Wednesday, December 12, 2007

Patrick White's Eye of the Storm

I was looking over the list of past winners of the Nobel Prize, looking for someone with whom I was not familiar, and sure enough there was Patrick White, winner in 1973, and an Australian no less. So I got a copy of his 1973 novel The Eye of the Storm and put it in the Stack. I had no idea what to expect, maybe a mental image of Russell Crowe brandishing a cutlass on the deck of a frigate.

But White's work is nothing like that. His terrain is the nature of consciousness, a subject that he approaches in a most painterly way, working always on a presentation of people's thoughts and impressions that he does indeed do outstandingly well. This is not so much about precision as it is about creativity, although his ability to inhabit multiple and disparate characters does require a very fine eye and ear. It struck me that he chose an unpromising subject, that of an elderly woman in the last days of her life and the people around her, her three nurses, her housekeeper, her solicitor, and her two adult children. Painterly, as I said: this is a rendering of a scene, the elements of which are the interior lives of the people in it. It is not "social commentary" but it is "personal commentary" if you will, critical of humanity but at a very personal level, like a caricaturist, Hogarth or Goya, say.

Elizabeth Hunter was the beautiful, cruel, promiscuous wife of a rich and famous man, the star of a thousand boozy parties, the seductress of politicians, artists, and friends' husbands. Now in her eighties she lies invalid and blind in her big house, lording over her staff of nurses who tend to her round the clock. The reader is not put into the mind of Elizabeth Hunter, but rather into the minds of those around her, particularly her two children, Basil, a successful stage actor in England, and Dorothy, the divorced wife of a French nobleman who now lives on her own in not-rich circumstances in Paris, and Flora Manhood, the young and pretty nurse from the wrong side of the tracks.

The focus is microscopic: how someone feels walking up a flagstone path, what one thinks of encountering old colleagues in a bar, how one reacts to someone else's apparently predatory children, the effect of the smell of porkchops on entering an estranged boyfriend's apartment. The language reels out into impressionistic passages and then coils back into precision, like jazz music leaving and returning to the beat, the narration passing from one mind to another but never into omniscience.

It is a big novel, 589 pages, but length here is equivalent to a big canvas and little more. He has quite a few other novels, from reading about them I think I'll get around to The Twyborn Affair (1979), which was shortlisted for the Booker before, so the story goes, White withdrew it to make way for younger writers. He has several novels set in the Australian outback which would be more up my usual alley, The Tree of Man (1956) was a breakthrough novel for him and Voss (1957) sounds like it might be a fun Herzogian (as in Werner) trek to madness and oblivion (and what could be funner than that?).

It's a tribute to White's originality that there are no obvious comparisons, at least that occur to me, among his contemporaries. Obviously he is impossible without Modernism, Freud, Henry James, Faulkner, etc. I'm glad to have discovered him - lists are good!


Instructions to follow — With the pictures left out, write every entry down exactly.

Dataset excerpts —
★ ★ ★ ★ ★
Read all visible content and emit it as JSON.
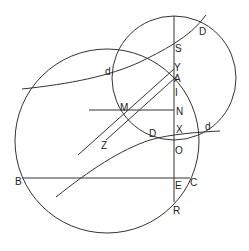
{
  "diagram": {
    "type": "geometric-construction",
    "stroke_color": "#333333",
    "background": "#ffffff",
    "circles": [
      {
        "name": "large-circle",
        "cx": 107,
        "cy": 141,
        "r": 92
      },
      {
        "name": "small-circle",
        "cx": 174,
        "cy": 78,
        "r": 62
      }
    ],
    "labels": [
      {
        "id": "S",
        "text": "S",
        "x": 175,
        "y": 52
      },
      {
        "id": "D_top",
        "text": "D",
        "x": 199,
        "y": 35
      },
      {
        "id": "d_left",
        "text": "d",
        "x": 105,
        "y": 75
      },
      {
        "id": "Y",
        "text": "Y",
        "x": 174,
        "y": 71
      },
      {
        "id": "A",
        "text": "A",
        "x": 174,
        "y": 81
      },
      {
        "id": "I",
        "text": "I",
        "x": 174,
        "y": 94
      },
      {
        "id": "M",
        "text": "M",
        "x": 120,
        "y": 110
      },
      {
        "id": "N",
        "text": "N",
        "x": 175,
        "y": 114
      },
      {
        "id": "D_mid",
        "text": "D",
        "x": 149,
        "y": 137
      },
      {
        "id": "X",
        "text": "X",
        "x": 175,
        "y": 132
      },
      {
        "id": "d_right",
        "text": "d",
        "x": 204,
        "y": 130
      },
      {
        "id": "Z",
        "text": "Z",
        "x": 101,
        "y": 149
      },
      {
        "id": "O",
        "text": "O",
        "x": 175,
        "y": 153
      },
      {
        "id": "B",
        "text": "B",
        "x": 15,
        "y": 185
      },
      {
        "id": "E",
        "text": "E",
        "x": 174,
        "y": 188
      },
      {
        "id": "C",
        "text": "C",
        "x": 190,
        "y": 186
      },
      {
        "id": "R",
        "text": "R",
        "x": 173,
        "y": 213
      }
    ]
  }
}
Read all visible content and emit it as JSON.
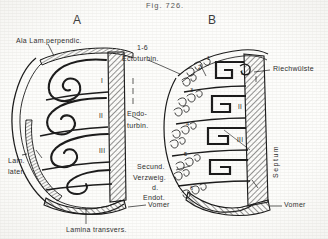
★ ★ ★ ★ ★
Exercise response —
Read all visible content and emit it as JSON.
{
  "diagram": {
    "type": "geometric-construction",
    "stroke_color": "#333333",
    "background": "#ffffff",
    "circles": [
      {
        "name": "large-circle",
        "cx": 107,
        "cy": 141,
        "r": 92
      },
      {
        "name": "small-circle",
        "cx": 174,
        "cy": 78,
        "r": 62
      }
    ],
    "labels": [
      {
        "id": "S",
        "text": "S",
        "x": 175,
        "y": 52
      },
      {
        "id": "D_top",
        "text": "D",
        "x": 199,
        "y": 35
      },
      {
        "id": "d_left",
        "text": "d",
        "x": 105,
        "y": 75
      },
      {
        "id": "Y",
        "text": "Y",
        "x": 174,
        "y": 71
      },
      {
        "id": "A",
        "text": "A",
        "x": 174,
        "y": 81
      },
      {
        "id": "I",
        "text": "I",
        "x": 174,
        "y": 94
      },
      {
        "id": "M",
        "text": "M",
        "x": 120,
        "y": 110
      },
      {
        "id": "N",
        "text": "N",
        "x": 175,
        "y": 114
      },
      {
        "id": "D_mid",
        "text": "D",
        "x": 149,
        "y": 137
      },
      {
        "id": "X",
        "text": "X",
        "x": 175,
        "y": 132
      },
      {
        "id": "d_right",
        "text": "d",
        "x": 204,
        "y": 130
      },
      {
        "id": "Z",
        "text": "Z",
        "x": 101,
        "y": 149
      },
      {
        "id": "O",
        "text": "O",
        "x": 175,
        "y": 153
      },
      {
        "id": "B",
        "text": "B",
        "x": 15,
        "y": 185
      },
      {
        "id": "E",
        "text": "E",
        "x": 174,
        "y": 188
      },
      {
        "id": "C",
        "text": "C",
        "x": 190,
        "y": 186
      },
      {
        "id": "R",
        "text": "R",
        "x": 173,
        "y": 213
      }
    ]
  }
}
Read all visible content and emit it as JSON.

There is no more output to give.